Anglesey motion denied

Jacob Anglesey is stuck with his no contest plea to aggravated homicide.

Anglesey’s plea, initially entered through a plea agreement with the Sweetwater County Attorney’s Office, dismisses the original charge of first-degree murder in the 2009 death of two-year-old Konnor Allen.

Anglesey’s attorneys attempted to convince Third District Court Judge Richard Lavery to allow Anglesey to change his plea last week, citing a desire to change their defense strategy as a result of recently uncovered comments made by Allen’s mother during a police interview. The interview was inadvertently excluded from a complete case file provided by the Wyoming Department of Criminal Investigation due to a software glitch involving report approvals made by supervisors.

When the report was released to both sides, Anglesey’s attorneys claimed comments made from the child’s mother, admitting she wanted to kill Anglesey after Allen’s death, as well as a previous battery charge she plead no contest to changed their strategy.

All of that amounted to nothing as Lavery issued a decision Friday afternoon rejecting the motion to change Anglesey’s plea. According to the denial by Lavery, he agrees with the county attorney’s office’s claims that it would suffer prejudice due to the fact that it is an older case and the victims need closure, as well as the fact the time it would take to restart a trial would also prejudice the state. Lavery also writes that Anglesey hasn’t said anything more than “his bare assertion to support his assertion of innocence.”

His defense argued that they pursued their accident theory because they knew nothing about Allen’s mother.

“As the State points out, though it committed technical violations of the discovery rules, its failure to do so was insubstantial because the defendant hasn’t shown that the new theory of defense is not speculative or is supported by a scintilla of evidence,” Lavery writes.

Lavery continues to write that even if looked in the most favorable light, claims made by Allen’s mother after the death would “at most be limited impeachment of a minor witness whose testimony is corroborated by the defendant’s statements.”

Lavery wrote that factor weighed strongly against allowing Anglesey to withdraw his plea.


→ **Work required**: Set down all of the entries word for word, omitting the images they contain.

(Records for this exercise begins)

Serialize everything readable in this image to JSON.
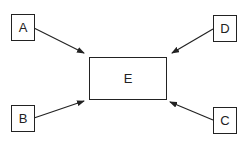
{
  "diagram": {
    "type": "hub-and-spoke",
    "colors": {
      "stroke": "#222222",
      "background": "#ffffff",
      "text": "#222222"
    },
    "center": {
      "id": "E",
      "label": "E"
    },
    "nodes": [
      {
        "id": "A",
        "label": "A",
        "position": "top-left"
      },
      {
        "id": "D",
        "label": "D",
        "position": "top-right"
      },
      {
        "id": "B",
        "label": "B",
        "position": "bottom-left"
      },
      {
        "id": "C",
        "label": "C",
        "position": "bottom-right"
      }
    ],
    "edges": [
      {
        "from": "A",
        "to": "E"
      },
      {
        "from": "D",
        "to": "E"
      },
      {
        "from": "B",
        "to": "E"
      },
      {
        "from": "C",
        "to": "E"
      }
    ]
  }
}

(Records for this exercise ends)

→ **Task solution**:
Serialize everything readable in this image to JSON.
{
  "diagram": {
    "type": "hub-and-spoke",
    "colors": {
      "stroke": "#222222",
      "background": "#ffffff",
      "text": "#222222"
    },
    "center": {
      "id": "E",
      "label": "E"
    },
    "nodes": [
      {
        "id": "A",
        "label": "A",
        "position": "top-left"
      },
      {
        "id": "D",
        "label": "D",
        "position": "top-right"
      },
      {
        "id": "B",
        "label": "B",
        "position": "bottom-left"
      },
      {
        "id": "C",
        "label": "C",
        "position": "bottom-right"
      }
    ],
    "edges": [
      {
        "from": "A",
        "to": "E"
      },
      {
        "from": "D",
        "to": "E"
      },
      {
        "from": "B",
        "to": "E"
      },
      {
        "from": "C",
        "to": "E"
      }
    ]
  }
}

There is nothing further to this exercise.